Watching the chapters of my life fall away.
This was the sense that started to dawn within as I watched over the months the old skin of our new home being stripped away. As blood, sweat and tears over the weeks revealed flesh, bones and guts of lives passed. As age-old dreams carried deep in the heart began to pulse into life. Our life. Our new life. Within four secure, history rich, walls.
But last night I realised these chapters, I need to feel them first.
Last night, as I pulled the door closed quickly behind me, jolted from what I believed I had just witnessed.
Oh? You don’t want me then? Oh. I’m not included? Oh!
These were the words that I heard, that took me so abruptly by surprise. These were the words that I heard as I watched my neighbour invite another neighbour in. These were the words that shuddered through me as I stood in the cold outside.
Swiftly followed by,
Well, you’re just not good enough. There’s something wrong with you. She gets all the accolades. They’ll think you’re fucking strange even asking….

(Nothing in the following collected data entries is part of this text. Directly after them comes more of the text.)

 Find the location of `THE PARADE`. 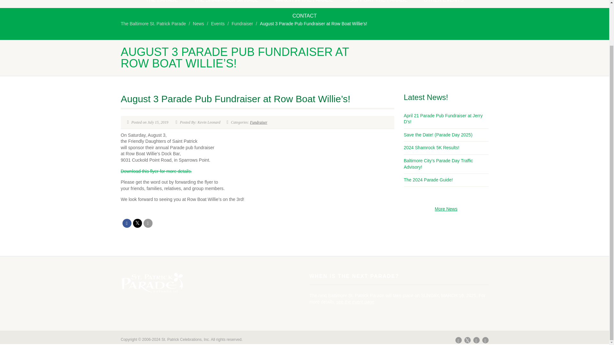

THE PARADE is located at coordinates (162, 4).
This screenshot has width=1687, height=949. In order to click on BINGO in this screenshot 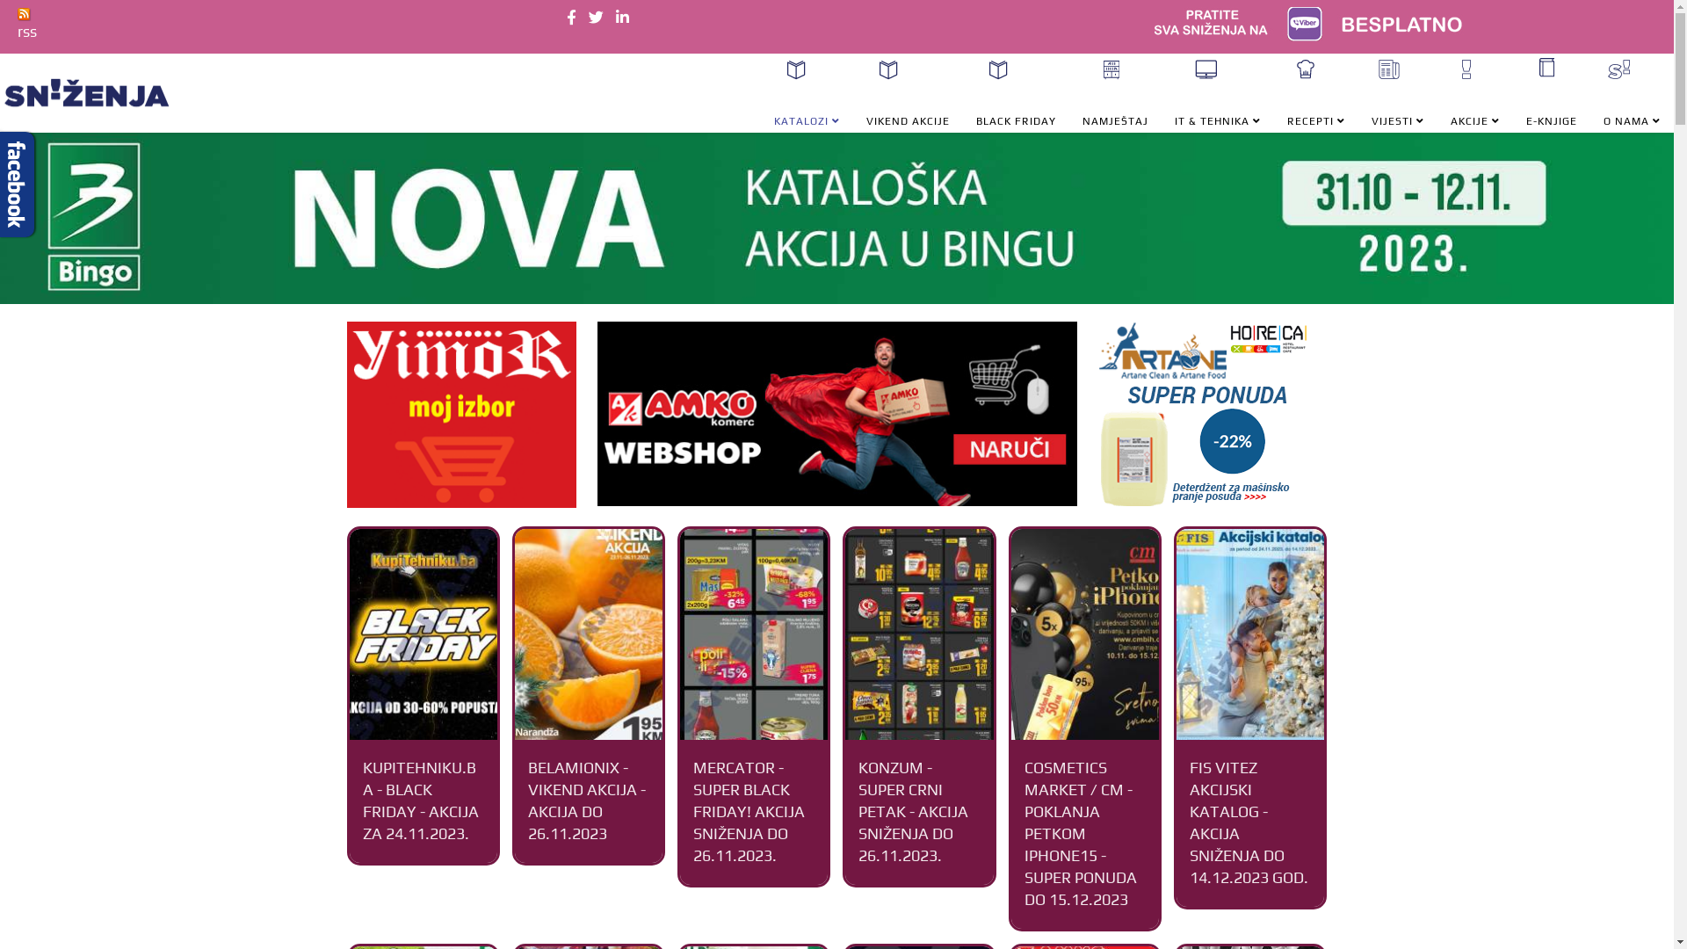, I will do `click(837, 218)`.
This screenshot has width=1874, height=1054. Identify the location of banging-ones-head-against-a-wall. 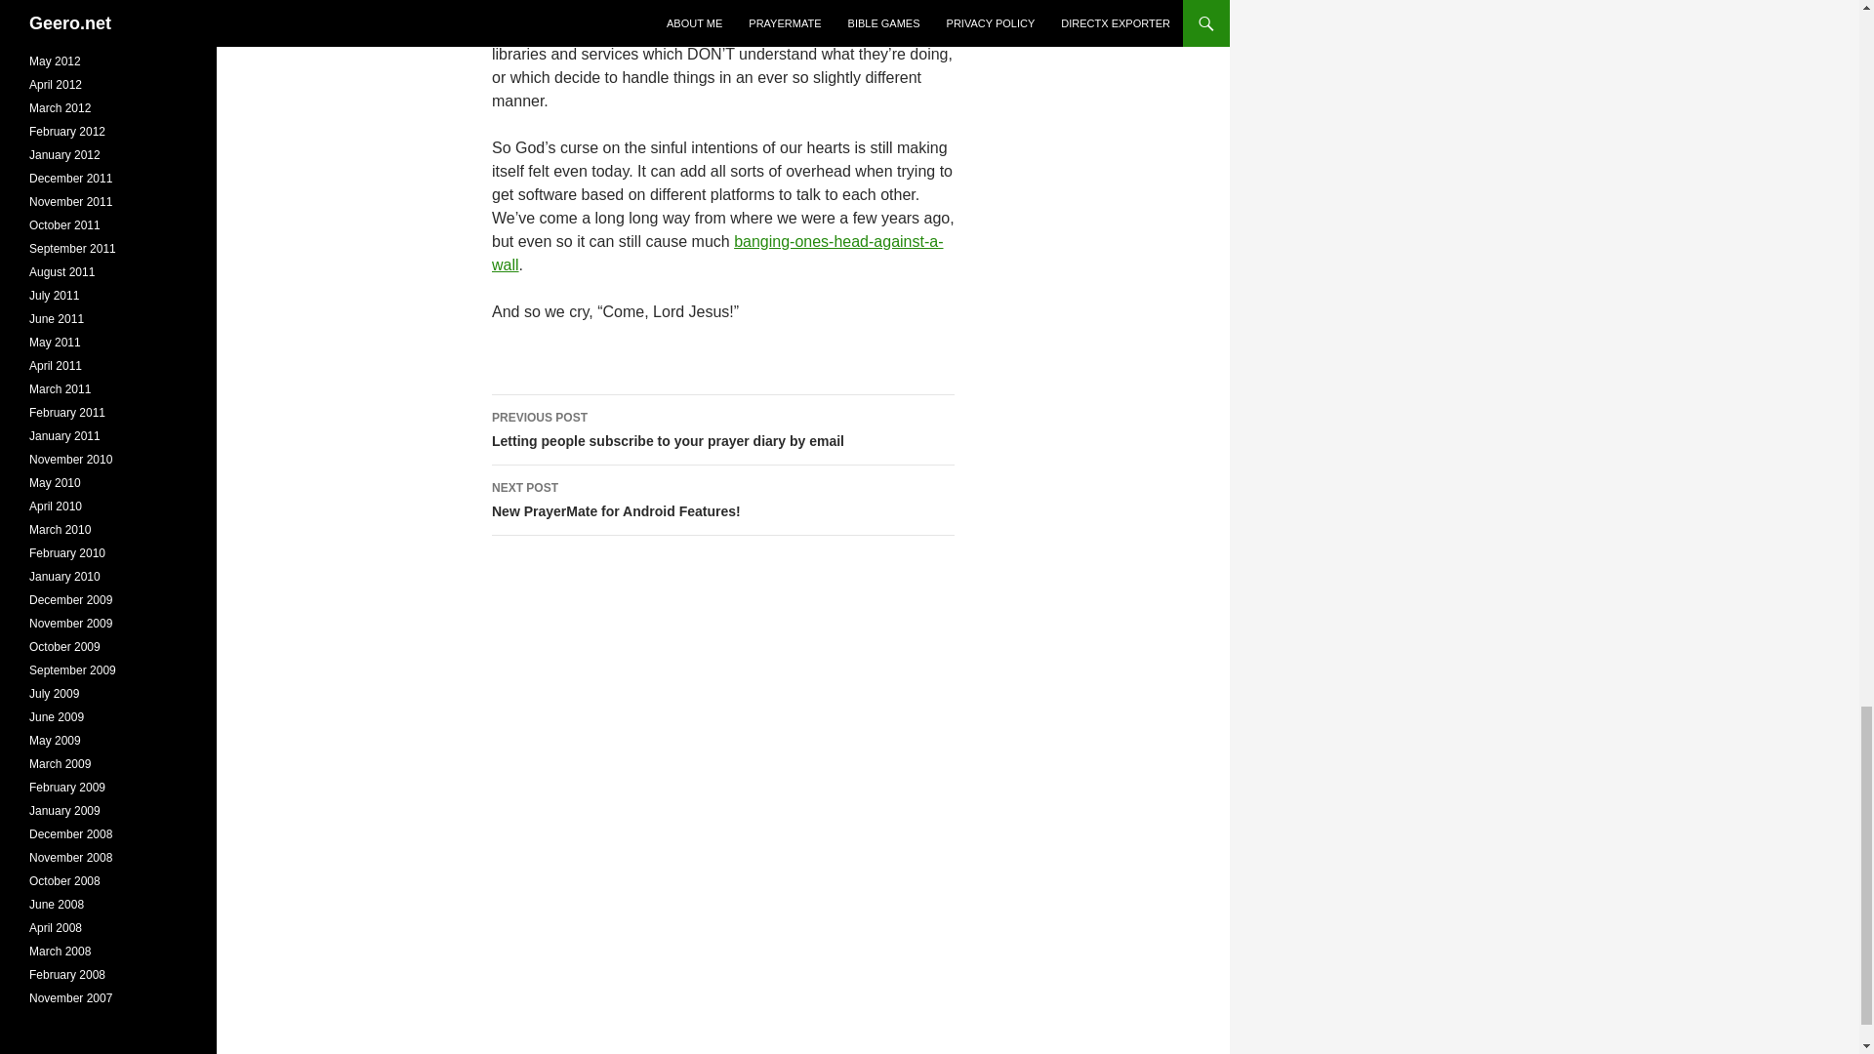
(722, 500).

Tiredness is not my favourite bedfellow. Exhaustion skewers my mind. I watch, when weariness fills my being, how thoughts turn inward, how paranoia feeds on anxiety like a vulture. How severely I become truly not my own best friend.
Last night, BOOM! Tiredness hit. It screamed out loud inside of me as triggers of isolation ricocheted between my synapses with the immediacy and malevolence of wildfire, loosing myself in the bowels of fatigue and long~forgotten sorrow. What did I do? I ran. Bolted. As the hurt soared from the interaction with my neighbours, who were casually exchanging beside our house, I ran away as far as I could. From this big, hefty old pain. Shame swept her gnarly cloying arms around me and pushed all my tenderness away. Anger and blame quickly took their charge.
I started to see from the outside. Imagining our neighbour would imagine me a fool for stepping outside our front door to see if her cat had returned. Imagining she thought I was being nosy, wanting, annoying. And, with a bellyful of disregard, sided with my imagined story of her story of me.
Coming back into the warm, the shock of my response still fresh through my system. So suddenly did these feelings arise, I hadn’t quite caught up with acknowledging they were mine. So strongly they roared, I didn’t even realise this deep sadness was coming from within. I went into disassociation. I started to explain these feelings in third person to myself. I started to talk to myself as if the experience had really happened to you, an imagined other. It was too uncomfortable to be mine.
Without knowing, I abandoned myself. Just as I’d learned to all those lifetime of moons ago.
You see. How tiredness really doesn’t become me.
I promise you. It really, 100% doesn’t.
However, I had had a little conversation with myself the other day that helped shift the outcome over the hours that followed. One that helped me less bury these ‘childish’ feelings down until they were to next try find a window to say, I’m HERE!
I’d been ruminating on joy. I’d been ruminating on stress. I’d been ruminating on how stress seems to dominate my life these days far more than joy and I made an agreement with myself. I decided to, when able, even just once or twice a day, observe moments, however seemingly miniscule, in which I experience joy. It’s taste. It’s sense. It’s smell. I decided, somewhere between Christmas and New Year, somewhere in between defiantly refuting the need for New Year intentions and claiming you, me, him and her are all perfectly enough just as we come, I decided to, IN JOY, reclaim this bountiful asset in our lives.
So, after jumping outside of my skin and beating my flesh up for feeling so friggin alone and needy, I retreated to where feeds me often best. The Bath.
It took time to uncover what lay beneath. It took time for me to accept how hurt I’d felt seeing my dear neighbour’s innocent interactions. It took time for me to welcome rather than push away my desire to want to be part of something.
And then, BOOM, there she was. This darling yearning that inhabits us all. The desire to belong. And with it, all the choirs of years passed sang out, of child and adulthood alike, of wanting to connect with those around and feel part of this life. And feel wanted. Hello, I said and, Welcome.
Tenderly, I navigated the shock of the past hour, the shame, the guilt and weighty barrage of storylines of old, tattooed through my nervous system, that were, are, untrue. And as I sank further into this familiar territory, as I soaked achy limbs in silky warm water laced with Espom salt crystals, and greeted all the tension and fear I felt, I noticed underneath each layer was a ginormous, diner-greeting sign that hailed me to my vulnerability and with it to this magnificent wonder we call life. With each small urgent panic that cursed through me as worn thoughts tried to push everything down, I felt the tightness and rejection attempting to drown my vulnerability and my opportunity to inhale the raw beauty that is living.
Will I? Can I? Can I come back to life? Can I remember all these glorious invitations that beckon me to remember, to reintegrate this pulse? Am I brave enough to IN JOY my vulnerability and connection to all? Am I courageous enough to experience heaven on this earth?
Tenderly, as years entwined with great stories big and small fall by, I promise I will try.